Haha. But he's also qualified. Let's be serious. As I read, he wrote a script with Shawn Davis about Chernobil f.i.. They know what they're doing. And they feel the stuff and know why they wrote it (I hate it to talk about third persons like that btw)

"Not rejections driving me back"

I stated this comment as a placeholder, because it's noticeable that you are hungry (< we'd say it like that in Germany). Do it, Kevin. Sell that book, whatever. Self-publishing etc… There is no other way than being brave, pitch, call, email, talk,,, and eat shit without much/any despair.

… your dialoge…

"I know, that's lame."

It isn't. It's a good scenario. Of course, it even could be milked out more. The question is: What for?

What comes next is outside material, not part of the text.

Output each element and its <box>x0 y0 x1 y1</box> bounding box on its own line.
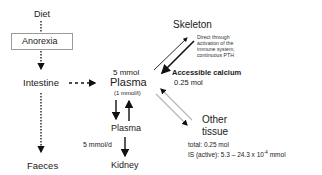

What is the flick?  Does it fit? .... You cannot, imo, invent 3 minutes and let them work or function independently from what you're doing as a whole.

I repeat myself: You are ready and qualified. It's not only my opinion, Kevin. It's the truth. And that's not a smarm move, or whatever you'd say in English.

IMO you hide yourself behind those systems. You're good enough. I read your discussions with Dream for three years now, and he's an expert, but more pragmatic than you, what is good and respectable too (again: I hate it to talk about third persons), -- and you withstand (<not sure if it's the right word) with your emotional side. Movies are about feelings: I never thought you have a bad position in whatever kind of discussion, rather a massively strong one.